Tax credit cuts promote hard work, says Jeremy Hunt
- Published
The government is right to press ahead with cuts to tax credits - despite claims millions will be worse off - because the UK must become as hard working as China, Jeremy Hunt has said.
The health secretary said the cuts - combined with a higher minimum wage - would send out the right "cultural signal" to low paid workers.
And he said he did not "buy" claims people would be left out of pocket.
A union boss called his comments "a disgraceful insult" to workers.
The government has faced calls to slow the introduction of the new rates.
The Institute for Fiscal Studies has warned it is "arithmetically impossible" for nobody to lose out under the changes, which come into effect at the end of the year.
Another think tank, The Resolution Foundation, which is headed by former Conservative minister David Willetts, said more than one million households would lose an average of £1,350 a year.
'Hard cash'
IFS director Paul Johnson told BBC News the move to a living wage - which will increase the minimum wage to £7.20 an hour from April next year - was a "big change" but "not a big enough change to compensate most of those who are receiving tax credits".
But speaking to Times columnist Danny Finkelstein at a fringe meeting at the Conservative conference, Mr Hunt said: "We have to proceed with these tax credit changes because they are a very important cultural signal.

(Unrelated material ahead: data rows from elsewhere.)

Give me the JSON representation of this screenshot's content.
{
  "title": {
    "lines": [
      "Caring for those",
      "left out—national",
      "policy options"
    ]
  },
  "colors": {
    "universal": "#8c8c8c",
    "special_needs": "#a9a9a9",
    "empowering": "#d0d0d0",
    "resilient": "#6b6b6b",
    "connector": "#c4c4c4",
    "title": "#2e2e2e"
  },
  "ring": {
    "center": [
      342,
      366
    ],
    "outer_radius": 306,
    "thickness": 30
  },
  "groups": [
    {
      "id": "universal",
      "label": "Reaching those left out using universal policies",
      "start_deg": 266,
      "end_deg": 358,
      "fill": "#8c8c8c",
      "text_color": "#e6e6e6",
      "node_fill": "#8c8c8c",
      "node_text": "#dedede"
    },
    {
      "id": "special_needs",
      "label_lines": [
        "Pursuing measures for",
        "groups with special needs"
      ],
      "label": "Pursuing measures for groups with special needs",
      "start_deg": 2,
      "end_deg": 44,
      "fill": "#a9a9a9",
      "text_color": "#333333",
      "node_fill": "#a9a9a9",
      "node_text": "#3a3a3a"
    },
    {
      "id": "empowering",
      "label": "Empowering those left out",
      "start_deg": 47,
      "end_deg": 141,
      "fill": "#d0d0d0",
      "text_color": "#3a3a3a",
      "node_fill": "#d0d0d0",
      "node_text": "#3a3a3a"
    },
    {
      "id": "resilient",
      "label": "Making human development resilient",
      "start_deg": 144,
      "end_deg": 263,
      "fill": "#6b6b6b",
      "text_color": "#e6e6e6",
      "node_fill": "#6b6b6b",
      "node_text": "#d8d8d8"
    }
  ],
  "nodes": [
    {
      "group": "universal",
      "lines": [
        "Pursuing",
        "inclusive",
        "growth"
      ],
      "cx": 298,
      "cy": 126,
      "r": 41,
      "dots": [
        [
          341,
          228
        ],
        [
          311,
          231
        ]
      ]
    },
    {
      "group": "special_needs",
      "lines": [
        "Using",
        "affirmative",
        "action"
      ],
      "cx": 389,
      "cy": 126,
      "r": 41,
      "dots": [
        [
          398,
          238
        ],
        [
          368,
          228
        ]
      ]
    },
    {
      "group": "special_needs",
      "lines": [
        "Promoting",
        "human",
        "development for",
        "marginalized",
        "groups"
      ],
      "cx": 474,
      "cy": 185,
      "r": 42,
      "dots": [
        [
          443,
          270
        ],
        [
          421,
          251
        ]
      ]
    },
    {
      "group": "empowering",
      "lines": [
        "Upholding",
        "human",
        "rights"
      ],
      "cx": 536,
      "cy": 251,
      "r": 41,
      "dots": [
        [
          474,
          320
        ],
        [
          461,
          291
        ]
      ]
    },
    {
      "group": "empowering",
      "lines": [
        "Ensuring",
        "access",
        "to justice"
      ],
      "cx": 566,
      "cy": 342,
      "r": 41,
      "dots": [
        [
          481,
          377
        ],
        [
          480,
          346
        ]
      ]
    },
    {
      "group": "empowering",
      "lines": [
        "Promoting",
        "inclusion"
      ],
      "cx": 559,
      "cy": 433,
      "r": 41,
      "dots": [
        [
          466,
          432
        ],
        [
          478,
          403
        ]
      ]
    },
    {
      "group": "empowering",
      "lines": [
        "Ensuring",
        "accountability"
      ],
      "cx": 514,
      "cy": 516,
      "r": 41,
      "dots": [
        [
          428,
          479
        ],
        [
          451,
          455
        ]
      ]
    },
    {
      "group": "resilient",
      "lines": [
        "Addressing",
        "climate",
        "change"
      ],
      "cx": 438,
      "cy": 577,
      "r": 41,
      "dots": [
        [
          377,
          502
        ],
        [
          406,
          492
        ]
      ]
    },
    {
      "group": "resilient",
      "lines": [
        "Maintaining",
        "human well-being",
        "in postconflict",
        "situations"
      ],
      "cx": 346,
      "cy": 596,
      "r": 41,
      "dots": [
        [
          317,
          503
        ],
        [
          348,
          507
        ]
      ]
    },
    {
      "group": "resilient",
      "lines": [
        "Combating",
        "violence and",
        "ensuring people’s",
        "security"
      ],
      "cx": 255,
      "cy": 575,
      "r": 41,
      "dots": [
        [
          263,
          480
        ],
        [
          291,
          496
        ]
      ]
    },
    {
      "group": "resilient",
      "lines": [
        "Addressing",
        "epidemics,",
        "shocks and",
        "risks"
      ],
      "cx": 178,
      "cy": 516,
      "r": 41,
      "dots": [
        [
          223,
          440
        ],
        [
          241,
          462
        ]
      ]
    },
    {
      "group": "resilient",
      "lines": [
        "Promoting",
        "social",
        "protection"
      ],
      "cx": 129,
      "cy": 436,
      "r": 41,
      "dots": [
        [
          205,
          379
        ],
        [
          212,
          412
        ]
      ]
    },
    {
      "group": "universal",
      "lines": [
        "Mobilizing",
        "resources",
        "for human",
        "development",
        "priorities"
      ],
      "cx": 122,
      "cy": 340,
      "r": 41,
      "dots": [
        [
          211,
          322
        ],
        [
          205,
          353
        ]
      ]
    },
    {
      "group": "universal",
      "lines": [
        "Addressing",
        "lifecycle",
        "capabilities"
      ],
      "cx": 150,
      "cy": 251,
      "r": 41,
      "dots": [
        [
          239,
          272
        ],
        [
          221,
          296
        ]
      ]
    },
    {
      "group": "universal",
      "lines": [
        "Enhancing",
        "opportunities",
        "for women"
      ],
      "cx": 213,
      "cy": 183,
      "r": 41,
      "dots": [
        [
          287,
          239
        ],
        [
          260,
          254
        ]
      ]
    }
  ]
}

"My wife is Chinese and if we want this to be one of the most successful countries in the world in 20, 30, 40 years time there is a pretty difficult question that we have to answer which is, essentially, are we going to be a country which is prepared to work hard in a way that Asian economies are prepared to work hard, in a way that Americans are prepared to work hard?
"And that is about creating a culture where work is at the heart of our success."
'Dignity'
He rejected claims that low paid workers will simply be worse off in "hard cash" terms as a result of the changes, because many will not be affected by the National Minimum Wage.
"The hard cash argument, I don't entirely buy because I don't think it takes into account the dynamic effects, I don't think it takes into account the extra hours that some people work.
"I don't want to pretend that it won't be very challenging but I do believe that moving to a culture where work pays and we are trying to help people be independent and stand on their own two feet is the most important thing we can do for people on low incomes."
He said that under Conservative philosophy how you earned money was as important as how much you earned - and not having to rely on state handouts promoted "dignity" and "independence".
But he also told the Times meeting that the party had to be "anchored in the centre ground of British politics," adding: "There is no future for us as a party if people think cuts in spending are motivated by political purposes."
Len McCluskey, general secretary of the Unite union, said Mr Hunt's comments "put paid once and for all to the Tories' ludicrous claims to represent hard-working families".